Now, this guy is really astounding. Don't confuse him with Colonel Abel of the 1950s. The name is similar; but the men are very different.
Colonel Redl is a man from the time of Sidney Reilly, a spymaster too, and one found not in Russ. but rather far to the south, in the Austrio-Hungarian empire. His story is frankly amazing; and I'm dismayed we've never talked about it around here before.
Redl was an innovator in the craft of espionage. He was first to emphasize training in the use of cameras and listening devices; mail interception. keeping dossiers and databases on enemy agents; and fingerprinting. He was gifted and talented at his career; a pioneer.
And the irony is that it was by his own advanced techniques, the manner in which he trained his men and the new methods he introduced that he himself was eventually caught.
For Redl himself was secretly a spy for the Tsar. Astounding! The head of intelligence for the Austrian Empire; himself was a double agent. Why? Closeted homosexuality which he had to hide at all costs. He wound up having to burn some of the spy network he himself had established under the eyes of the Okhrana.

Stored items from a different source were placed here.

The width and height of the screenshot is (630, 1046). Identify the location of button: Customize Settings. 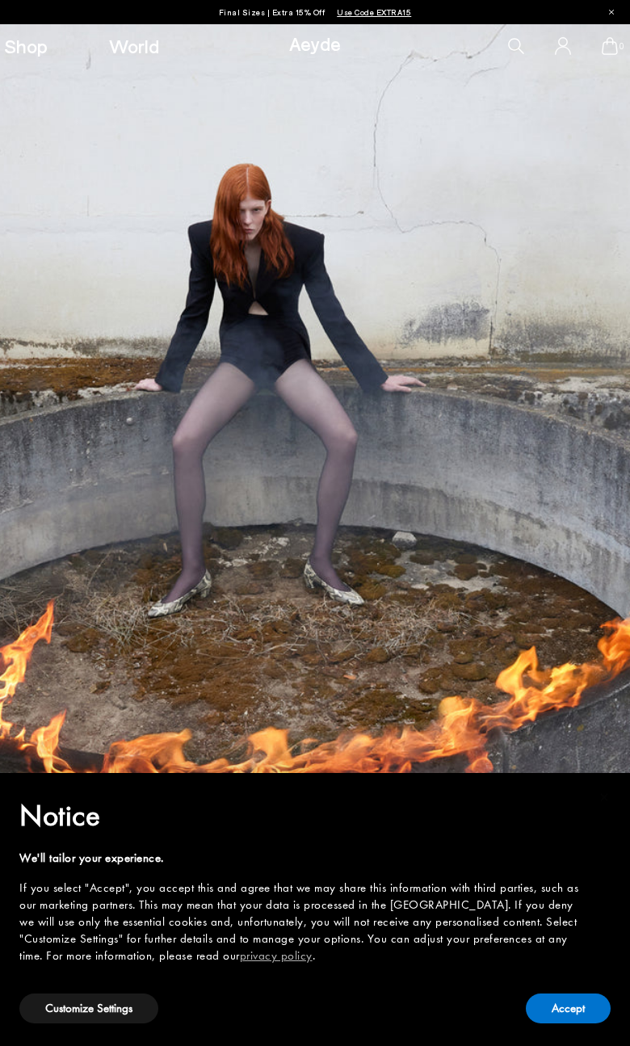
(89, 1008).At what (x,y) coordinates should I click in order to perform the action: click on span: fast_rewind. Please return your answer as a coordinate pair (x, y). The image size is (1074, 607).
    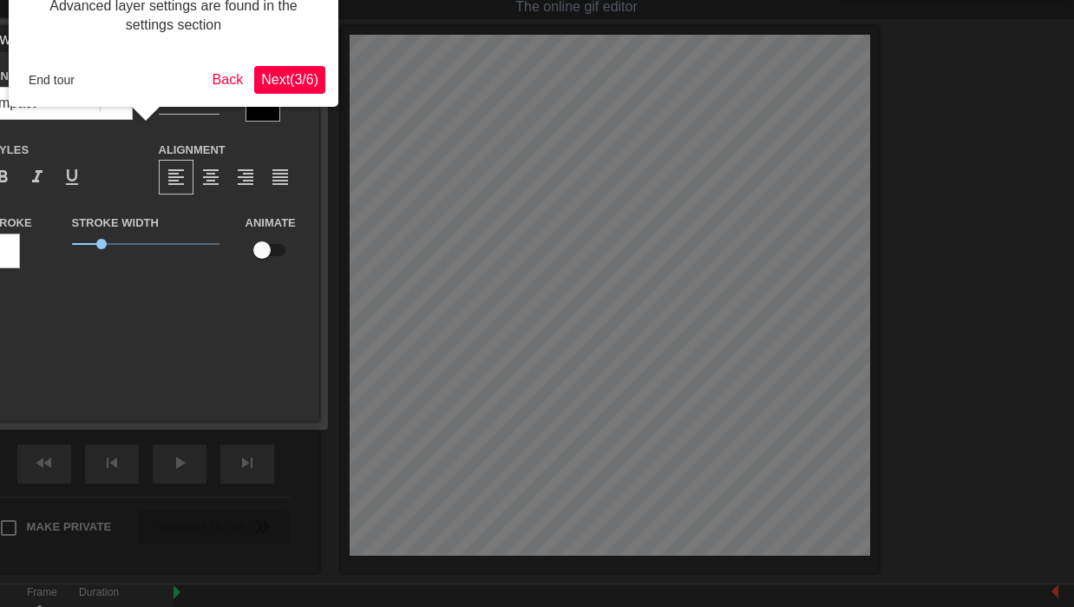
    Looking at the image, I should click on (44, 463).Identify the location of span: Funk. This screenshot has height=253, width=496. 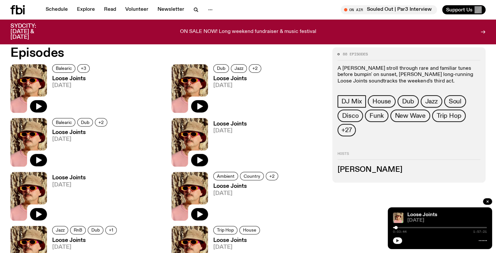
(377, 116).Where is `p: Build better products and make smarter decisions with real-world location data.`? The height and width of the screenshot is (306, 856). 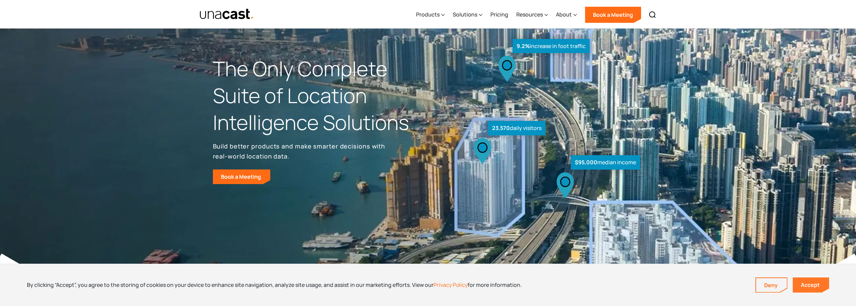 p: Build better products and make smarter decisions with real-world location data. is located at coordinates (300, 151).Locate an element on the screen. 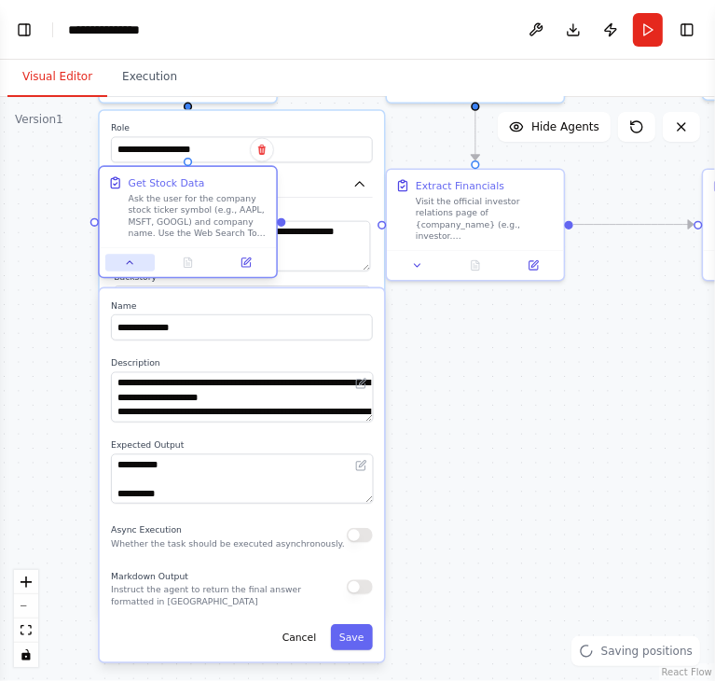 The image size is (715, 681). button: Cancel is located at coordinates (298, 637).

What's more, his perfidy was so effective that when the Austrian Empire eventually went to war with Serbia in WWI, half a million men were cut to ribbons. Good job there Redl. You scumbag!
So what happened? How was he eventually trapped? It turned out this way: he was sending/receiving payments in an envelope via opera boxes and hotel and gradually the paper trail put his own men on his trail; all the while his agents not knowing that they are actually tracking their own boss.
Redl gives them the slip outside a hotel in Vienna, by hopping in a carriage and getting away. His pursuers are left stymied and so they just wait there, not knowing what to do.
While in the carriage, (really, the hand of fate here) Redl drops a sheath for a pen-knife or something. It lands on the floor of the carriage and he doesn't notice it.
What happens --get this--the carriage driver naturally just returns to the same hotel where he picked up Redl. Ouch! So the tails pounce on the carriage and get all sorts of info and especially, they find the dropped pen-sheath. They take that into the hotel and the front desk identified it as belonging to one of their guests, who is none other than their boss.
Groan! This has been made into a movie, (no wonder) but since the period in question is so distant I'm not sure how good a job they could have done. Oscar-nominee for best foreign film.
What I want to know is what might be a really good book on this saga. Whew!